In the following interview segment, Doug Levy, author and CEO of MEplusYOU, explains why you don't believe what companies are telling you. The full interview with Doug Levy can be seen HERE, in which he discusses his new book, Can't Buy Me Like. In the book, Levy tackles the changing marketing space, believing that companies must either adapt or continue to put blind faith in increasingly ineffective advertising. Levy also explains a new era that we've entered, dubbed the 'relationship era', and describes how this will change marketing for all companies, big and small.

The retail space is in the midst of the biggest paradigm shift since mail order took off at the turn of last century. Only those most forward-looking and capable companies will survive, and they'll handsomely reward those investors who understand the landscape. You can read about the 3 Companies Ready to Rule Retail in The Motley Fool's special report. Uncovering these top picks is free today; just click here to read more.

Brendan Byrnes: What's the biggest mistake that marketers are making nowadays? Is it not adapting to this new way of thinking, or are there other mistakes that they're making as well?

Doug Levy: Yeah, they are. I think some marketers are mistaking media channels for the relevance of their approach to marketing.

In other words, they may mistake what I'm calling the Consumer Era with old media -- TV, radio, print -- and the Relationship Era with new media -- digital, social, mobile -- but that's not it at all. What we're talking about isn't a channel or a tool or a technology. It's a mind-set or an intent.

Brendan: What about trying to measure this? Obviously when it comes to advertising, marketing successes, back in the old days you threw ads on TV... Now we have a way of directly measuring that with the Internet and how many clicks something's getting. It comes directly to these advertising executives. How much does that affect the way that things are changing, if at all?

Doug: It does, in part because some things are more difficult to measure, so what gets measured most often in corporations are the financial metrics.

What we're talking about here is not moving away from those financial metrics, but also fully embracing a non-financial component of business, namely trust. The degree to which there's trust between a company and an individual has a significant impact. For a company, it can look like deeply understanding the customers you're in relationship with, and how much they love you.

What we've seen now more than ever is that companies that have not just people who buy their product that are OK with them, but they have at least a handful of people who are crazy about them. Those people now have a megaphone to scream the message about the company in question.

Brendan: And their friends trust them more, than coming from the company, right?

Doug: Precisely, yeah. Nielsen reports that trust in personal recommendations is 92% and growing, whereas trust in what companies say, advertising, is 26-47% and shrinking. People don't believe what companies say. They believe what their friends say.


* The task
Copy out every line of the records in which "cable" can be found.

Figure collection entries
☆ ☆ ☆ ☆ ☆ ☆ ☆

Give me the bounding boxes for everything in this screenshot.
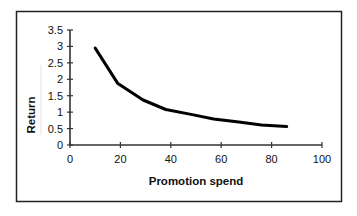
y-tick-label: 3.5 bbox=[48, 24, 63, 36]
y-tick-label: 3 bbox=[57, 40, 63, 52]
y-tick-label: 0.5 bbox=[48, 123, 63, 135]
x-tick-label: 0 bbox=[67, 153, 73, 165]
y-tick-label: 1 bbox=[57, 106, 63, 118]
chart-frame bbox=[17, 12, 342, 202]
chart: 02040608010000.511.522.533.5 Promotion s… bbox=[0, 0, 357, 216]
x-tick-label: 40 bbox=[165, 153, 177, 165]
y-tick-label: 1.5 bbox=[48, 90, 63, 102]
x-tick-label: 100 bbox=[313, 153, 331, 165]
y-tick-label: 0 bbox=[57, 139, 63, 151]
x-axis-title: Promotion spend bbox=[149, 175, 244, 187]
y-tick-label: 2 bbox=[57, 73, 63, 85]
y-axis-title: Return bbox=[25, 96, 37, 133]
x-tick-label: 60 bbox=[215, 153, 227, 165]
x-tick-label: 20 bbox=[114, 153, 126, 165]
y-tick-label: 2.5 bbox=[48, 57, 63, 69]
x-tick-label: 80 bbox=[265, 153, 277, 165]
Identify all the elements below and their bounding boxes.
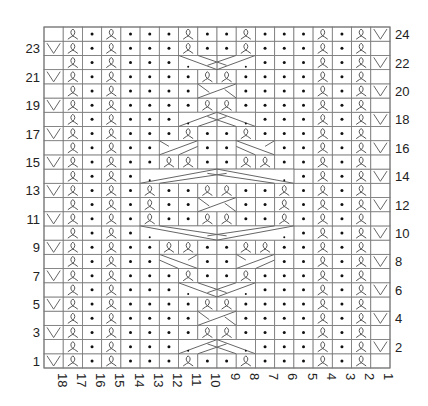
purl-dot-icon	[340, 189, 343, 192]
purl-dot-icon	[167, 132, 170, 135]
purl-dot-icon	[302, 359, 305, 362]
purl-dot-icon	[244, 189, 247, 192]
chart-cell	[371, 98, 390, 112]
chart-cell	[371, 240, 390, 254]
purl-dot-icon	[148, 303, 151, 306]
chart-row-16	[44, 141, 390, 155]
row-labels-right: 24681012141618202224	[395, 27, 409, 355]
purl-dot-icon	[340, 61, 343, 64]
knitting-chart: 1357911131517192123246810121416182022241…	[0, 0, 428, 406]
purl-dot-icon	[148, 132, 151, 135]
purl-dot-icon	[129, 331, 132, 334]
chart-row-9	[44, 240, 390, 254]
purl-dot-icon	[91, 175, 94, 178]
purl-dot-icon	[148, 345, 151, 348]
purl-dot-icon	[244, 203, 247, 206]
chart-row-15	[44, 155, 390, 169]
chart-cell	[371, 126, 390, 140]
purl-dot-icon	[283, 160, 286, 163]
purl-dot-icon	[225, 274, 228, 277]
purl-dot-icon	[283, 260, 286, 263]
purl-dot-icon	[187, 217, 190, 220]
purl-dot-icon	[283, 89, 286, 92]
purl-dot-icon	[187, 303, 190, 306]
purl-dot-icon	[91, 189, 94, 192]
purl-dot-icon	[283, 274, 286, 277]
col-label: 7	[266, 373, 281, 380]
purl-dot-icon	[225, 146, 228, 149]
chart-row-8	[44, 254, 390, 268]
purl-dot-icon	[225, 246, 228, 249]
cable-cross-icon	[179, 55, 256, 69]
purl-dot-icon	[167, 104, 170, 107]
cable-cross-icon	[179, 112, 256, 126]
purl-dot-icon	[264, 345, 267, 348]
purl-dot-icon	[129, 288, 132, 291]
purl-dot-icon	[340, 132, 343, 135]
purl-dot-icon	[91, 75, 94, 78]
purl-dot-icon	[167, 217, 170, 220]
purl-dot-icon	[283, 47, 286, 50]
cable-cross-icon	[198, 84, 236, 98]
purl-dot-icon	[129, 132, 132, 135]
purl-dot-icon	[340, 203, 343, 206]
purl-dot-icon	[340, 175, 343, 178]
purl-dot-icon	[283, 146, 286, 149]
purl-dot-icon	[302, 260, 305, 263]
purl-dot-icon	[187, 104, 190, 107]
purl-dot-icon	[91, 132, 94, 135]
row-label: 8	[395, 254, 402, 269]
purl-dot-icon	[129, 89, 132, 92]
purl-dot-icon	[264, 132, 267, 135]
purl-dot-icon	[148, 47, 151, 50]
chart-row-13	[44, 183, 390, 197]
row-label: 13	[26, 183, 40, 198]
purl-dot-icon	[187, 331, 190, 334]
purl-dot-icon	[91, 246, 94, 249]
col-labels: 181716151413121110987654321	[55, 373, 397, 387]
chart-row-24	[44, 27, 390, 41]
purl-dot-icon	[340, 359, 343, 362]
purl-dot-icon	[302, 288, 305, 291]
chart-cell	[44, 112, 63, 126]
purl-dot-icon	[187, 203, 190, 206]
purl-dot-icon	[302, 217, 305, 220]
purl-dot-icon	[187, 89, 190, 92]
chart-cell	[44, 169, 63, 183]
chart-cell	[371, 297, 390, 311]
purl-dot-icon	[264, 359, 267, 362]
col-label: 8	[247, 373, 262, 380]
col-label: 17	[74, 373, 89, 387]
purl-dot-icon	[167, 118, 170, 121]
purl-dot-icon	[148, 288, 151, 291]
chart-row-17	[44, 126, 390, 140]
row-label: 17	[26, 127, 40, 142]
purl-dot-icon	[244, 217, 247, 220]
purl-dot-icon	[129, 359, 132, 362]
purl-dot-icon	[225, 33, 228, 36]
purl-dot-icon	[91, 331, 94, 334]
purl-dot-icon	[167, 89, 170, 92]
purl-dot-icon	[129, 345, 132, 348]
row-label: 15	[26, 155, 40, 170]
purl-dot-icon	[206, 246, 209, 249]
purl-dot-icon	[91, 118, 94, 121]
row-label: 7	[33, 269, 40, 284]
purl-dot-icon	[340, 217, 343, 220]
row-label: 10	[395, 226, 409, 241]
chart-cell	[44, 141, 63, 155]
purl-dot-icon	[148, 260, 151, 263]
purl-dot-icon	[225, 132, 228, 135]
purl-dot-icon	[340, 75, 343, 78]
purl-dot-icon	[340, 118, 343, 121]
chart-cell	[44, 254, 63, 268]
purl-dot-icon	[91, 345, 94, 348]
chart-row-3	[44, 325, 390, 339]
purl-dot-icon	[340, 331, 343, 334]
col-label: 12	[170, 373, 185, 387]
col-label: 4	[324, 373, 339, 380]
purl-dot-icon	[264, 331, 267, 334]
purl-dot-icon	[264, 47, 267, 50]
purl-dot-icon	[340, 288, 343, 291]
col-label: 10	[208, 373, 223, 387]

☆ ☆ ☆ ☆ ☆ ☆ ☆

* Task response
cable-cross-icon	[179, 55, 256, 69]
cable-cross-icon	[179, 112, 256, 126]
cable-cross-icon	[198, 84, 236, 98]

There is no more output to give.